On Fri, Apr 17, 2009 at 12:16, Jim Gibson <[email protected]> wrote:
> On 4/16/09 Thu Apr 16, 2009 1:39 PM, "[email protected]" <[email protected]>
> scribbled:
>
>> Hello,
>>
>> I would like to know, how to force perl unfold "foreach" expression during
>> the
>> compilation, i.e. I want next code:
snip
> Can you explain why you want to do this?
snip
It is called loop unrolling and is a performance hack that many
compilers perform when passed a switch to optimize the code it
generates.
Perl does do some optimization (such as constant folding), but I do
not believe you have any control over it and I am nearly 100% certain
it does not unroll loops for you. If you have need of that sort of
micro-optimization you probably shouldn't be using Perl, or you should
be looking into using XS or Inline::C for the high cost loops.
snip
> I suggest you write a program that measures the execution times for the
> iterative-loop case and the unfolded case and compare them to see if you
> will gain enough execution time (if that is indeed what you are seeking) to
> justify the additional memory needed to contain the unwrapped block
> statements. (Were I to do this, I would write a Perl program to generate the
> Perl program!) See the Benchmark module.
snip
Manually unrolling the loop gives you a modest increase in speed for
1,000 items:
forloop: 500500
unrolled: 500500
Rate forloop unrolled
forloop 4034/s -- -31%
unrolled 5852/s 45% --
But almost no benefit for 100,000 items:
forloop: 5000050000
unrolled: 5000050000
Rate forloop unrolled
forloop 38.6/s -- -1%
unrolled 38.9/s 1% --
#!/usr/bin/perl
use strict;
use warnings;
use List::Util qw/sum/;
use Benchmark;
my $unrolled = 'sub unrolled { my @a; ';
for my $i (0 .. 1_000) {
$unrolled .= "\$a[$i] = $i;";
}
$unrolled .= 'return \...@a; }; 1';
eval $unrolled or die $@;
my %subs = (
forloop => sub {
my @a;
for my $i (0 .. 1_000) {
$a[$i] = $i;
}
return \...@a;
},
unrolled => \&unrolled
);
for my $sub (sort keys %subs) {
print "$sub: ", sum(@{$subs{$sub}->()}), "\n";
}
Benchmark::cmpthese(-2, \%subs);
--
Chas. Owens
wonkden.net
The most important skill a programmer can have is the ability to read.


__Assigned task__
Scan the listing below for the word "Aerosil" and copy every line that has it.

__Listed records__
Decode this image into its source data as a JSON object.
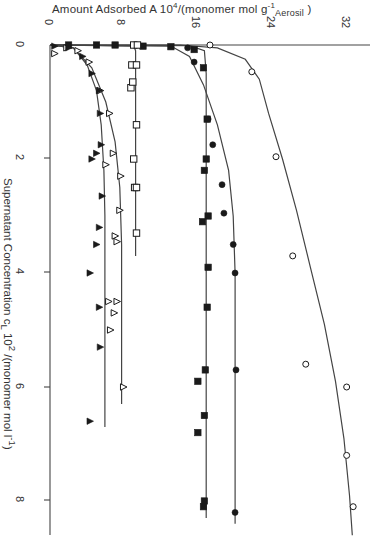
{
  "chart_data": {
    "type": "scatter",
    "title": "",
    "orientation": "rotated 90° (amount axis along top, concentration axis down the left)",
    "xlabel": "Amount Adsorbed A 10^4/(monomer mol g^-1 Aerosil)",
    "ylabel": "Supernatant Concentration c_L 10^2/(monomer mol l^-1)",
    "xlabel_parts": {
      "main": "Amount Adsorbed  A  10",
      "exp": "4",
      "rest": "/(monomer mol g",
      "exp2": "-1",
      "sub": "Aerosil",
      "close": " )"
    },
    "ylabel_text": "Supernatant  Concentration  c",
    "ylabel_sub": "L",
    "ylabel_rest": " 10",
    "ylabel_exp": "2",
    "ylabel_end": " /(monomer mol l",
    "ylabel_exp2": "-1",
    "ylabel_close": ")",
    "x_ticks": [
      "0",
      "8",
      "16",
      "24",
      "32"
    ],
    "y_ticks": [
      "0",
      "2",
      "4",
      "6",
      "8"
    ],
    "xlim": [
      0,
      34
    ],
    "ylim": [
      0,
      8.6
    ],
    "grid": false,
    "legend": "none",
    "series": [
      {
        "name": "open circles",
        "marker": "open-circle",
        "points": [
          [
            17.2,
            0.0
          ],
          [
            21.7,
            0.47
          ],
          [
            24.3,
            1.96
          ],
          [
            26.1,
            3.7
          ],
          [
            27.5,
            5.6
          ],
          [
            31.9,
            6.0
          ],
          [
            31.9,
            7.2
          ],
          [
            32.6,
            8.1
          ]
        ],
        "curve": [
          [
            0,
            0
          ],
          [
            14,
            0
          ],
          [
            18,
            0.05
          ],
          [
            21,
            0.25
          ],
          [
            22.5,
            0.6
          ],
          [
            23.5,
            1.2
          ],
          [
            25,
            2.0
          ],
          [
            26.5,
            2.9
          ],
          [
            28,
            3.9
          ],
          [
            29.5,
            4.9
          ],
          [
            30.7,
            5.9
          ],
          [
            31.6,
            6.9
          ],
          [
            32.2,
            7.9
          ],
          [
            32.5,
            8.6
          ]
        ]
      },
      {
        "name": "filled circles",
        "marker": "filled-circle",
        "points": [
          [
            14.8,
            0.05
          ],
          [
            15.5,
            0.3
          ],
          [
            17.0,
            1.3
          ],
          [
            17.5,
            1.75
          ],
          [
            18.5,
            2.45
          ],
          [
            18.7,
            2.95
          ],
          [
            19.7,
            3.5
          ],
          [
            19.9,
            4.0
          ],
          [
            20.0,
            5.7
          ],
          [
            19.9,
            8.2
          ]
        ],
        "curve": [
          [
            0,
            0
          ],
          [
            13,
            0.02
          ],
          [
            15,
            0.2
          ],
          [
            16.5,
            0.7
          ],
          [
            18,
            1.4
          ],
          [
            19.2,
            2.2
          ],
          [
            19.7,
            3.0
          ],
          [
            19.9,
            4.0
          ],
          [
            19.9,
            6.0
          ],
          [
            19.9,
            8.4
          ]
        ]
      },
      {
        "name": "filled squares",
        "marker": "filled-square",
        "points": [
          [
            2,
            0.0
          ],
          [
            5,
            0.0
          ],
          [
            7,
            0.0
          ],
          [
            10,
            0.02
          ],
          [
            13,
            0.03
          ],
          [
            15.5,
            0.08
          ],
          [
            16.5,
            0.4
          ],
          [
            16.9,
            1.3
          ],
          [
            16.8,
            2.0
          ],
          [
            16.6,
            2.2
          ],
          [
            17.0,
            3.0
          ],
          [
            16.4,
            3.1
          ],
          [
            17.0,
            3.9
          ],
          [
            16.9,
            4.6
          ],
          [
            16.7,
            5.7
          ],
          [
            15.9,
            5.9
          ],
          [
            16.6,
            6.5
          ],
          [
            15.9,
            6.8
          ],
          [
            16.6,
            8.0
          ],
          [
            16.5,
            8.1
          ]
        ],
        "curve": [
          [
            0,
            0
          ],
          [
            15,
            0.01
          ],
          [
            16.6,
            0.1
          ],
          [
            16.8,
            0.5
          ],
          [
            16.8,
            8.3
          ]
        ]
      },
      {
        "name": "open squares",
        "marker": "open-square",
        "points": [
          [
            9.0,
            0.0
          ],
          [
            9.4,
            0.0
          ],
          [
            8.8,
            0.35
          ],
          [
            9.3,
            0.35
          ],
          [
            8.7,
            0.75
          ],
          [
            8.9,
            0.65
          ],
          [
            9.3,
            1.4
          ],
          [
            9.0,
            2.0
          ],
          [
            9.1,
            2.5
          ],
          [
            9.3,
            2.5
          ],
          [
            9.3,
            3.3
          ]
        ],
        "curve": [
          [
            0,
            0
          ],
          [
            9.0,
            0.02
          ],
          [
            9.2,
            0.1
          ],
          [
            9.2,
            3.7
          ]
        ]
      },
      {
        "name": "open triangles",
        "marker": "open-triangle",
        "points": [
          [
            0.5,
            0.15
          ],
          [
            1.8,
            0.05
          ],
          [
            3.0,
            0.1
          ],
          [
            4.2,
            0.3
          ],
          [
            5.4,
            0.8
          ],
          [
            6.4,
            1.2
          ],
          [
            6.8,
            1.9
          ],
          [
            6.0,
            2.1
          ],
          [
            7.6,
            2.3
          ],
          [
            7.5,
            2.9
          ],
          [
            7.0,
            3.35
          ],
          [
            7.2,
            3.45
          ],
          [
            6.3,
            4.5
          ],
          [
            7.2,
            4.5
          ],
          [
            6.9,
            4.7
          ],
          [
            6.5,
            5.0
          ],
          [
            7.9,
            6.0
          ]
        ],
        "curve": [
          [
            0,
            0
          ],
          [
            2.5,
            0.05
          ],
          [
            4.5,
            0.4
          ],
          [
            6.0,
            1.0
          ],
          [
            7.0,
            1.7
          ],
          [
            7.5,
            2.5
          ],
          [
            7.7,
            3.5
          ],
          [
            7.7,
            6.3
          ]
        ]
      },
      {
        "name": "filled triangles",
        "marker": "filled-triangle",
        "points": [
          [
            0.5,
            0.02
          ],
          [
            2.0,
            0.05
          ],
          [
            3.5,
            0.2
          ],
          [
            4.5,
            0.5
          ],
          [
            5.3,
            0.8
          ],
          [
            5.4,
            1.2
          ],
          [
            5.5,
            1.75
          ],
          [
            4.5,
            2.0
          ],
          [
            5.0,
            1.9
          ],
          [
            5.6,
            2.65
          ],
          [
            5.3,
            3.2
          ],
          [
            5.0,
            3.5
          ],
          [
            4.3,
            4.0
          ],
          [
            5.3,
            4.6
          ],
          [
            5.4,
            5.3
          ],
          [
            4.3,
            6.6
          ]
        ],
        "curve": [
          [
            0,
            0
          ],
          [
            2.5,
            0.05
          ],
          [
            4.0,
            0.35
          ],
          [
            5.0,
            0.8
          ],
          [
            5.5,
            1.4
          ],
          [
            5.8,
            2.2
          ],
          [
            5.9,
            3.0
          ],
          [
            5.9,
            6.7
          ]
        ]
      }
    ]
  }
}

__Task result__
    "xlabel": "Amount Adsorbed A 10^4/(monomer mol g^-1 Aerosil)",
      "sub": "Aerosil",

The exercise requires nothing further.